01 User Insights & Strategy
Based on Epic's player data and campaign requirements, we identified three distinct user types that the Most Wanted experience needed to serve: lapsed players seeking reasons to return, new players discovering Fortnite for the first time, and active players looking for fresh challenges.
02 Key User Behaviour
Lapsed players needed immediate clarity on campaign value and effort required.
New players needed simplified onboarding without assumed Fortnite knowledge.
Active players wanted competitive features and social comparison beyond basic rewards.
03 Design Implications
The challenge was creating a single interface that could serve these different motivations without overwhelming newcomers or boring experienced players. This understanding informed our design decisions around onboarding flow and information hierarchy.
04 Design Approach
Epic needed one experience for three player types: lapsed players needing motivation, newcomers discovering Fortnite, and active players seeking challenges. We designed a unified dashboard with tailored entry points, newcomers got explanations, returning users accessed progress directly, leading to the same engagement-focused experience.
Persona
Marcus Chen
Lapsed Fornite Player
"I want to feel like my time gaming actually accomplishes something meaningful, not just endless grinding."
Age: 22
Gender: Male
Location: Ottowa, Canada
Last played 6 weeks ago
Key Behaviours
Plays in 1-2 hour sessions, usually evenings
Checks social media for gaming updates but rarely opens games
Values exclusive items that show skill/participation over generic rewards
Goal
Unwind after work/study without feeling like it's "wasted time
Frustrations
My friends moved on to other games and I'm playing solo now
I feel guilty spending hours gaming when I have other things to do
Games keep changing and I don't know what's new anymore
Frictionless entry, rewarding first steps.
The Challenge
Early drop-offs were the biggest threat to this two-week campaign. Every player who left at the first hurdle meant lost engagement, fewer leaderboard entries, and diminished buzz. This would make success a far reach.
The Constraint
Epic required existing authorisation (Epic ID, PlayStation, Xbox, Google, nintento etc). While this was outside of our control, familiar logins reduced friction and built trust.
The Design Decision
We paired sign-up with an instant onboarding reward. This small but meaningful win respected players like Marcus Chen with limited time, and gave them an immediate reason to keep exploring.
Insights into artefacts
With user research insights and flow architecture established, I moved into wireframing to translate abstract user needs into concrete interface solutions. This phase focused on rapid iteration and stakeholder alignmen, creating mid-fidelity layouts that could be quickly tested and refined before committing to high-fidelity design. Working closely with Epic's product team and Clock's developers, I prioritised clarity and functionality over aesthetics at this stage, ensuring every interface decision directly supported the user behaviors we'd identified previosuly during the project.
01 Responsive Framework
Created mobile-first wireframes that scaled seamlessly across device types, ensuring consistent functionality whether users accessed the campaign via mobile, desktop, or gaming console browsers.
02 Reward System Clarity
Organised reward information and milestone tracking to make campaign mechanics immediately understandable rather than buried in complex interfaces.

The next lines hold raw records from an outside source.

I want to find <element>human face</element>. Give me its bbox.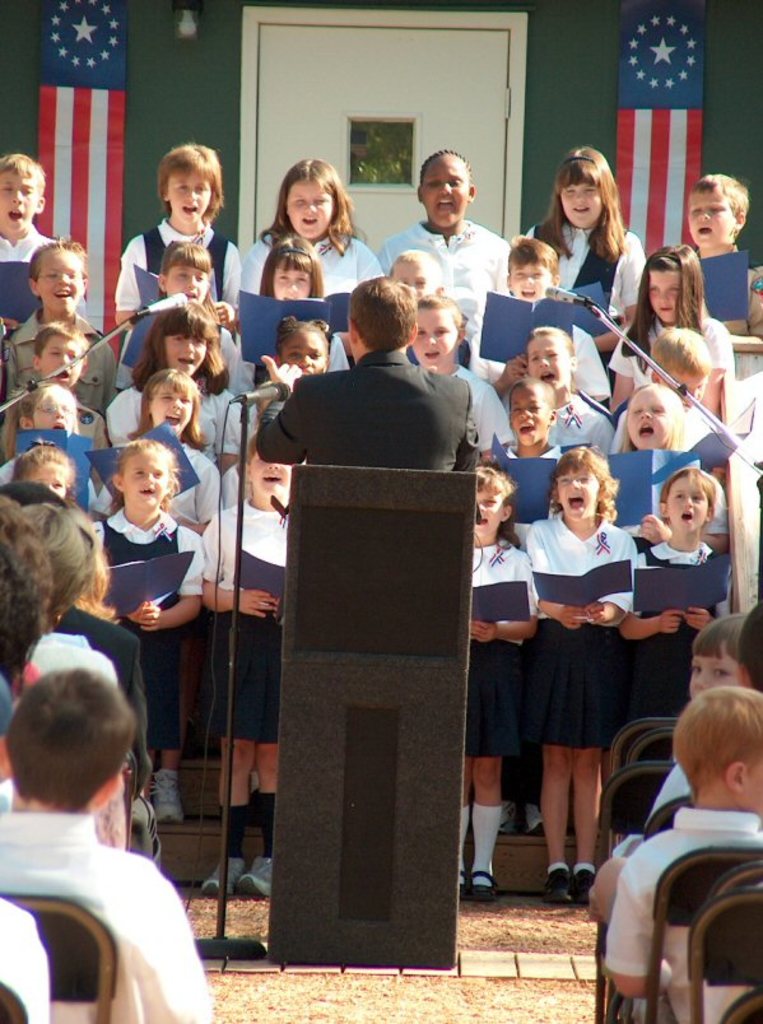
(x1=511, y1=386, x2=549, y2=443).
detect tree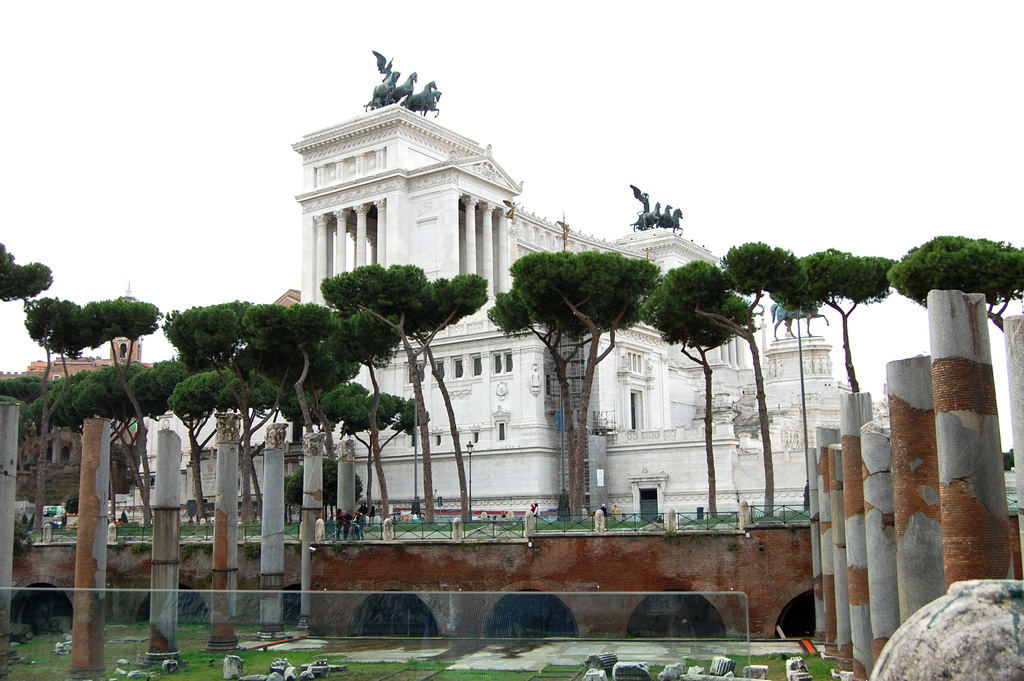
left=887, top=234, right=1023, bottom=338
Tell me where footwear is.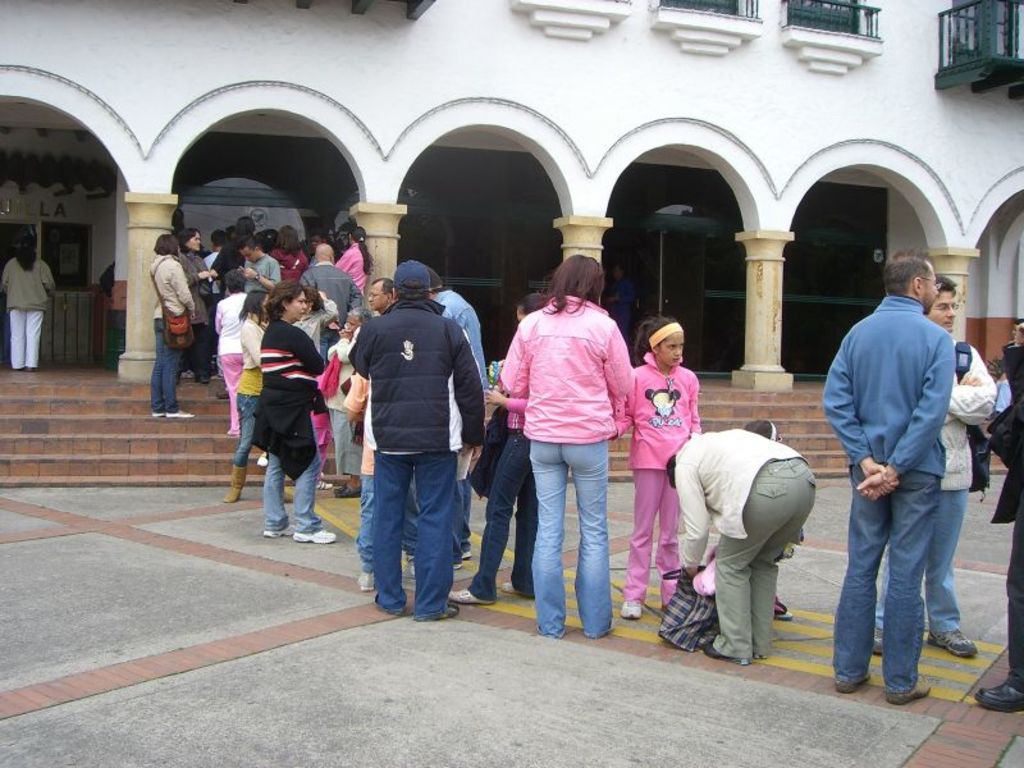
footwear is at <bbox>460, 549, 472, 562</bbox>.
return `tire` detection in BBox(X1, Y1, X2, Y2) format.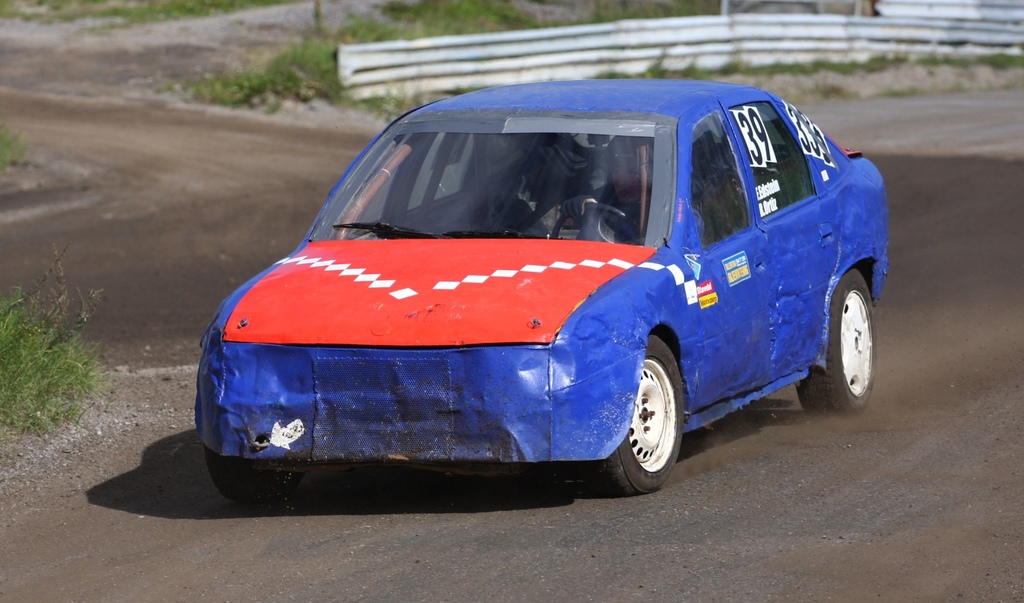
BBox(567, 329, 692, 483).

03 Progressive Information Display
Structured content hierarchy to reveal campaign complexity gradually, essential features immediately visible, advanced options accessible without cluttering the primary interface.
04 Stakeholder Alignment
Used wireframes to get early feedback from Epic's team on core user journeys, catching potential usability issues before moving to visual design.
Results & Impact
The Most Wanted campaign successfully engaged 473,000 players across 13 international markets, validating our design decisions around simplified onboarding, real-time progress tracking, and cross-platform accessibility. Most importantly, Epic integrated our campaign framework into their standard toolkit for future re-engagement initiatives, demonstrating the long-term value of user-centered design at global scale.
473,000 registered users across Epic's campaign period
Streamlined sign-up flow, reducing onboarding abandonment significantly
Campaign design framework adopted by Epic for future initiatives
What I Discovered
This project shifted my approach from designing interfaces to designing systems. At global scale, the connections between components matter as much as the components themselves.